Jean looked at him and nodded hard, then raised one digit, then flicked a second, then a third.
And we jumped.
The pull of Jean’s weight distracted me from the initial shock of entering a free fall in complete darkness. I saw the black shadow of the plane pass by my line of sight quickly at one point, but other than that, I had my eyes scrunched up tight. The wind rushed and hissed around my face as my head was plunged into the top of Jean’s head.
Out of nowhere a force came from above and pulled us upward. Jean had opened the chute. I had expected a longer fall. Everything slowed down. The wind changed to a hum. Everywhere at once, but exterior. I tuned in to my heartbeat once more and tried to hold my head up.
I thought I could make out the shapes of mountains in the distance. I looked vertically, but the plane had gone. Jean’s arms were moving, and I understood in that moment she was steering us. I kept still and waited for impact.
It took ages. We floated like that, with humming around us, until the horizon I was looking at disappeared. Everything seemed to spin around us, like we were static and the wind spiraling around us.
Then Jean’s voice came from behind me. “Hold tight.”
I folded my legs and braced and we hit the ground—hard.
Jean rolled over me as the ground spun over my head and the noise died completely.
My ankle hurt a bit, but it wasn’t serious. I could move it.
I rolled to my side and closed my eyes.
The ground that beneath me was crumbling. Sand.
Jean disconnected from me so fast the sand hit my face.

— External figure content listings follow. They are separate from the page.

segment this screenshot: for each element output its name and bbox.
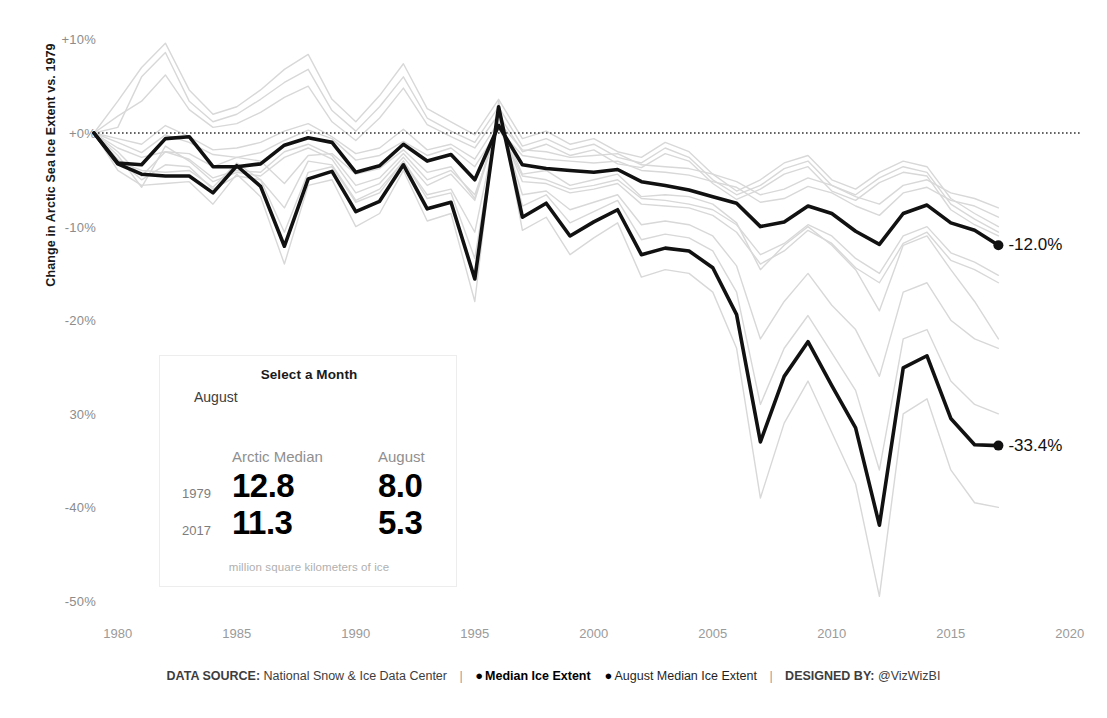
- row-1979-arctic-median: 12.8: [232, 467, 294, 505]
- x-tick-4: 2000: [579, 626, 608, 641]
- month-selector-panel[interactable]: Select a Month August Arctic Median Augu…: [159, 355, 457, 587]
- series-line-faint: [94, 127, 998, 275]
- footer-separator-1: |: [450, 669, 471, 683]
- x-tick-2: 1990: [341, 626, 370, 641]
- series-line-faint: [94, 75, 998, 236]
- x-tick-3: 1995: [460, 626, 489, 641]
- panel-footnote: million square kilometers of ice: [160, 561, 458, 573]
- x-tick-5: 2005: [698, 626, 727, 641]
- row-1979-month-value: 8.0: [378, 467, 422, 505]
- legend-label-august[interactable]: August Median Ice Extent: [614, 669, 756, 683]
- x-axis-tick-labels: 198019851990199520002005201020152020: [0, 626, 1107, 646]
- series-line-bold: [94, 126, 998, 246]
- end-value-label: -33.4%: [1008, 436, 1062, 456]
- x-tick-0: 1980: [103, 626, 132, 641]
- panel-title: Select a Month: [160, 367, 458, 382]
- series-end-dot: [993, 240, 1003, 250]
- series-line-faint: [94, 120, 998, 339]
- selected-month-value[interactable]: August: [194, 389, 238, 405]
- column-header-arctic-median: Arctic Median: [232, 448, 323, 465]
- footer-separator-2: |: [760, 669, 781, 683]
- column-header-month: August: [378, 448, 425, 465]
- series-end-dot: [993, 441, 1003, 451]
- x-tick-6: 2010: [817, 626, 846, 641]
- legend-label-median[interactable]: Median Ice Extent: [485, 669, 591, 683]
- row-2017-arctic-median: 11.3: [232, 504, 292, 542]
- row-year-2017: 2017: [182, 523, 211, 538]
- designed-by-value: @VizWizBI: [878, 669, 940, 683]
- data-source-label: DATA SOURCE:: [167, 669, 261, 683]
- data-source-value: National Snow & Ice Data Center: [264, 669, 447, 683]
- x-tick-8: 2020: [1055, 626, 1084, 641]
- row-2017-month-value: 5.3: [378, 504, 422, 542]
- x-tick-1: 1985: [222, 626, 251, 641]
- footer: DATA SOURCE: National Snow & Ice Data Ce…: [0, 668, 1107, 683]
- legend-marker-august-icon: ●: [605, 668, 615, 683]
- x-tick-7: 2015: [936, 626, 965, 641]
- chart-canvas: +10%+0%-10%-20%30%-40%-50% Change in Arc…: [0, 0, 1107, 718]
- row-year-1979: 1979: [182, 486, 211, 501]
- end-value-label: -12.0%: [1008, 235, 1062, 255]
- designed-by-label: DESIGNED BY:: [785, 669, 874, 683]
- legend-marker-median-icon: ●: [475, 668, 485, 683]
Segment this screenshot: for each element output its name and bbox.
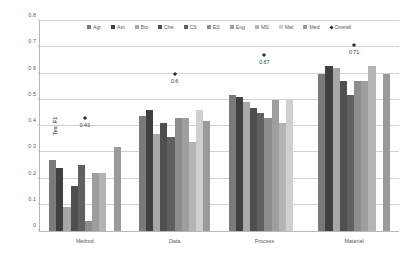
bar xyxy=(85,221,92,232)
bar xyxy=(139,116,146,232)
y-axis-tick-label: 0.7 xyxy=(28,38,36,44)
bar xyxy=(340,81,347,231)
legend-swatch-icon xyxy=(111,25,115,29)
legend-item[interactable]: Ast xyxy=(111,24,125,30)
bar-chart: Test F1 00.10.20.30.40.50.60.70.8 0.43Me… xyxy=(0,0,406,262)
bar-groups: 0.43Method0.6Data0.67Process0.71Material xyxy=(40,21,399,231)
plot-area: Test F1 00.10.20.30.40.50.60.70.8 0.43Me… xyxy=(39,21,399,232)
y-axis-tick-label: 0.3 xyxy=(28,143,36,149)
legend-label: ES xyxy=(213,24,220,30)
bar xyxy=(383,74,390,232)
legend-label: Bio xyxy=(141,24,149,30)
overall-value-label: 0.6 xyxy=(171,78,179,84)
bar xyxy=(272,100,279,231)
legend-label: Eng xyxy=(236,24,245,30)
bar xyxy=(229,95,236,232)
legend-label: Overall xyxy=(335,24,351,30)
legend-label: MS xyxy=(261,24,269,30)
bar xyxy=(279,123,286,231)
bar xyxy=(153,134,160,231)
bar-group: 0.43Method xyxy=(40,21,130,231)
bar xyxy=(196,110,203,231)
legend-swatch-icon xyxy=(303,25,307,29)
x-axis-category-label: Method xyxy=(40,238,130,244)
legend-diamond-icon xyxy=(329,25,333,29)
bar xyxy=(56,168,63,231)
bar xyxy=(203,121,210,231)
bar-group: 0.67Process xyxy=(220,21,310,231)
bar xyxy=(257,113,264,231)
bar xyxy=(146,110,153,231)
legend-item[interactable]: MS xyxy=(255,24,269,30)
x-axis-category-label: Material xyxy=(309,238,399,244)
bar xyxy=(236,97,243,231)
x-axis-category-label: Process xyxy=(220,238,310,244)
x-axis-category-label: Data xyxy=(130,238,220,244)
bar xyxy=(182,118,189,231)
bar xyxy=(354,81,361,231)
y-axis-tick-label: 0.1 xyxy=(28,196,36,202)
bar xyxy=(63,207,70,231)
y-axis-tick-label: 0.2 xyxy=(28,170,36,176)
legend-item[interactable]: ES xyxy=(207,24,220,30)
legend-swatch-icon xyxy=(87,25,91,29)
y-axis-tick-label: 0 xyxy=(33,222,36,228)
overall-value-label: 0.67 xyxy=(259,59,270,65)
bar xyxy=(286,100,293,231)
y-axis-tick-label: 0.8 xyxy=(28,12,36,18)
y-axis-tick-label: 0.4 xyxy=(28,117,36,123)
legend-swatch-icon xyxy=(207,25,211,29)
bar xyxy=(347,95,354,232)
bar xyxy=(167,137,174,232)
legend-label: Agr xyxy=(93,24,101,30)
bar-group: 0.6Data xyxy=(130,21,220,231)
legend-item[interactable]: Che xyxy=(158,24,174,30)
bar xyxy=(189,142,196,231)
overall-value-label: 0.43 xyxy=(80,122,91,128)
bar xyxy=(318,74,325,232)
legend-swatch-icon xyxy=(184,25,188,29)
bar xyxy=(250,108,257,231)
bar xyxy=(333,68,340,231)
y-axis-tick-label: 0.5 xyxy=(28,91,36,97)
bar xyxy=(99,173,106,231)
legend-item[interactable]: Mat xyxy=(279,24,294,30)
bar xyxy=(114,147,121,231)
overall-value-label: 0.71 xyxy=(349,49,360,55)
legend-label: Ast xyxy=(117,24,125,30)
legend-swatch-icon xyxy=(255,25,259,29)
legend-swatch-icon xyxy=(279,25,283,29)
bar xyxy=(175,118,182,231)
legend-label: Che xyxy=(164,24,174,30)
legend-item[interactable]: Med xyxy=(303,24,319,30)
y-axis-tick-label: 0.6 xyxy=(28,65,36,71)
legend-item[interactable]: Overall xyxy=(330,24,351,30)
legend-swatch-icon xyxy=(135,25,139,29)
legend-swatch-icon xyxy=(230,25,234,29)
bar-group-bars xyxy=(130,21,220,231)
legend-label: CS xyxy=(190,24,197,30)
bar xyxy=(368,66,375,231)
bar xyxy=(325,66,332,231)
chart-legend: AgrAstBioCheCSESEngMSMatMedOverall xyxy=(39,24,399,30)
legend-swatch-icon xyxy=(158,25,162,29)
legend-label: Med xyxy=(309,24,319,30)
bar xyxy=(49,160,56,231)
bar xyxy=(160,123,167,231)
bar xyxy=(243,102,250,231)
bar xyxy=(71,186,78,231)
bar xyxy=(361,81,368,231)
legend-label: Mat xyxy=(285,24,294,30)
bar xyxy=(264,118,271,231)
legend-item[interactable]: CS xyxy=(184,24,197,30)
bar xyxy=(92,173,99,231)
legend-item[interactable]: Bio xyxy=(135,24,149,30)
bar xyxy=(78,165,85,231)
bar-group: 0.71Material xyxy=(309,21,399,231)
legend-item[interactable]: Eng xyxy=(230,24,245,30)
overall-marker xyxy=(173,71,177,75)
legend-item[interactable]: Agr xyxy=(87,24,101,30)
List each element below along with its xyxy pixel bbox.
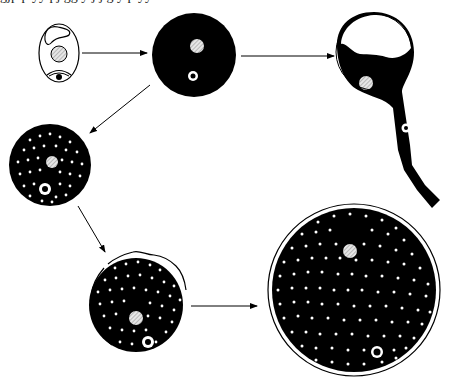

She had disentangled herself from the jellyfish-like lines and canopy before I could even get to my feet.
Her figure brushed past me and she ran.
I rolled and got up, breathed, and looked across the plain. The sun was cracking through the black night, a thin strip of orange and purple framed by black.
And I ran too. I ran as hard as I could.
But I was stopped.
The ground hit me back like when I’d landed, my ass back on the dirt, me facing upward. I hadn’t disconnected the chute.